6. Observability and operations
Production systems need enough visibility to answer “what happened?” after a user reports a problem.
Minimum output:
- Request IDs.
- Error tracking.
- Structured logs for critical workflows.
- Model call traces where AI is involved.
- Cost and latency tracking for model calls.
- Alerts for failures that users should not discover first.
- A rollback path and feature flag or kill switch for AI features.
If the only way to debug is “ask the founder what happened,” the system is not production-ready.
7. Deployment and ownership
Production needs a repeatable deployment path and a named owner.
Check:
- Environment variables are documented and managed.
- Secrets are not in the repo, prompt, client bundle, or logs.

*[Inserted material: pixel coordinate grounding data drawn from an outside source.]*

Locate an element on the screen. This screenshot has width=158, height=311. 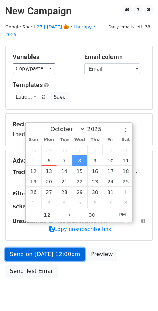
span: October 16, 2025 is located at coordinates (95, 171).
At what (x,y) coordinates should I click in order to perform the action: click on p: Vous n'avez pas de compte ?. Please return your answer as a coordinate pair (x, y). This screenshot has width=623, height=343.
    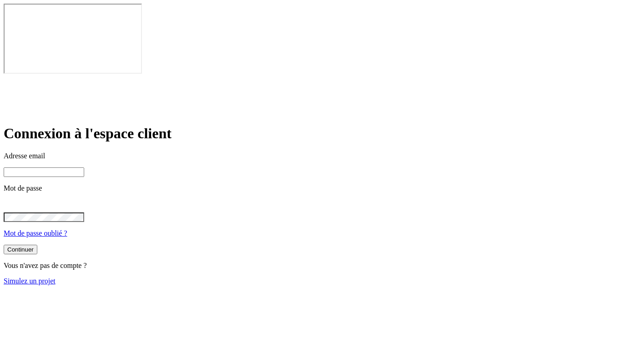
    Looking at the image, I should click on (311, 266).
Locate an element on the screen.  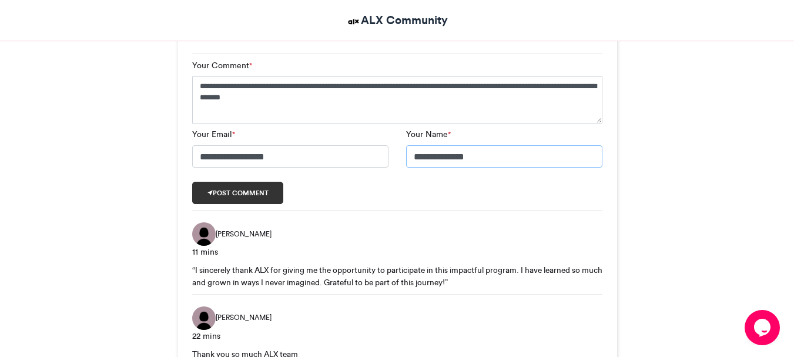
div: 22 mins is located at coordinates (398, 336).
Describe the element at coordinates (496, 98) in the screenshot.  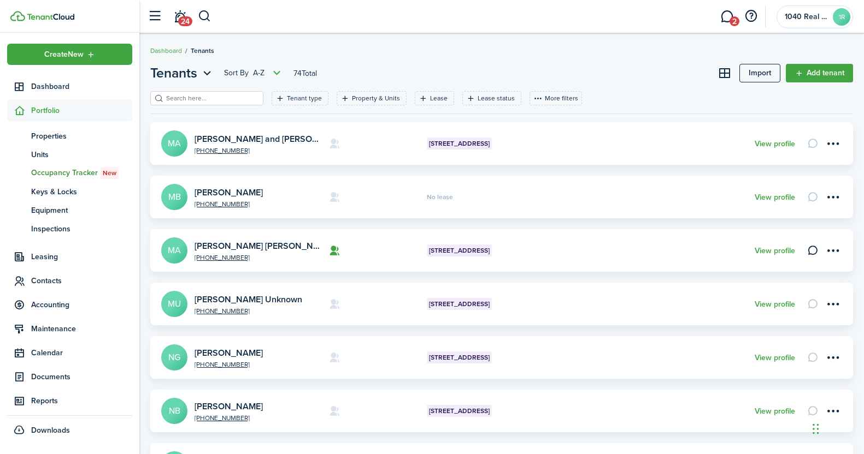
I see `filter-tag-label: Lease status` at that location.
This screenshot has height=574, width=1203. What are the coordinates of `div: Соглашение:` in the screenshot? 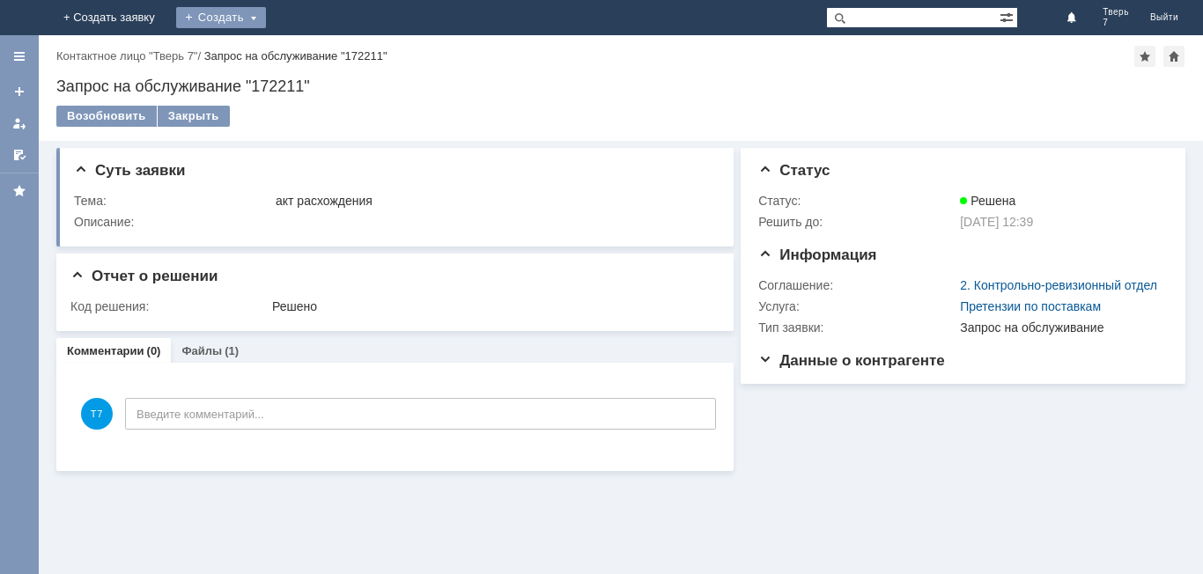 It's located at (857, 285).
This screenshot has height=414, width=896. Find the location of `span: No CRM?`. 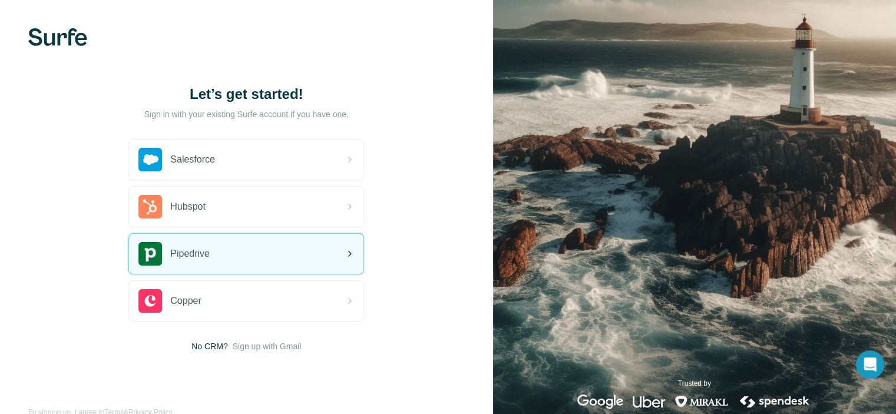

- Preview and production environments are separate.
- CI runs the important checks.
- Deployments are reversible.
- Someone owns the system after launch.
Shipping is not the finish line. It is when the system begins accumulating operational reality.
The 30-day hardening plan
Week 1: assessment and triage
Map the system, run the production-readiness checklist, identify the red paths, and choose what gets rebuilt versus patched.
Output:
- System map.
- Risk register.
- Must-fix list.
- No-go list for launch.
- Hardening plan.
Week 2: trust boundaries
Fix authentication, authorization, tenancy, secrets, and data handling. Add the tests that prove those boundaries.
Output:
- Auth and tenant-isolation tests.
- Secrets cleanup.
- Role and permission checks.
- Safer data model or migration plan.
Week 3: AI, tests, and observability
Add evals, traces, workflow tests, error tracking, model cost monitoring, and rollback.
Output:
- Eval set.
- Critical workflow tests.
- Model traces.
- Alerts.
- Kill switch.
Week 4: controlled release
Ship behind constraints. Limit the blast radius. Watch the system under real use and fix what production teaches you.
Output:
- Release checklist.
- Rollback plan.
- Known limits.
- Monitoring dashboard.
- Post-launch fix queue.
When to rebuild
Rebuild only when the foundation prevents production safety.
Rebuild candidates:
- Auth was generated ad hoc and cannot be reasoned about.
- Tenant isolation is missing from the data model.
- Payments and entitlements are tangled with UI state.
- The database has no clear owner model.
- The AI context assembly is spread across unrelated files.
- The deployment path depends on a local machine.
- Secrets or customer data have been mixed into prompts, logs, or test fixtures.
Keep what works: the product insight, UX flow, business rules, customer language, and any isolated modules that are simple and tested.
What buyers will ask
If the MVP is B2B, an enterprise buyer will eventually ask:
- Who can access our data?
- Can another customer see it?
- What does the AI send to model providers?
- Can retrieved documents manipulate the model?
- What happens if the AI is wrong?
- Can the AI take actions?
- How do you test changes before release?
- What logs prove what happened?
- Who owns incidents?
The hardening path above exists so those answers are true, not just written well.
How Phixe helps
Prototype-to-Production Hardening starts with an assessment, not a blind rewrite. We identify the failure modes, harden the critical paths, add the release gates, and leave the system in your repositories and your accounts.
If the AI surface is already live or buyer-facing, start with an AI Product Readiness Assessment. If you need the checklist first, use the AI Production Readiness Checklist.
If the product has a launch date, a buyer review, or real customer data, book the hardening call and bring the workflow that worries you most. The goal is simple: keep the speed that got the MVP built, remove the risks that would break it in front of real customers.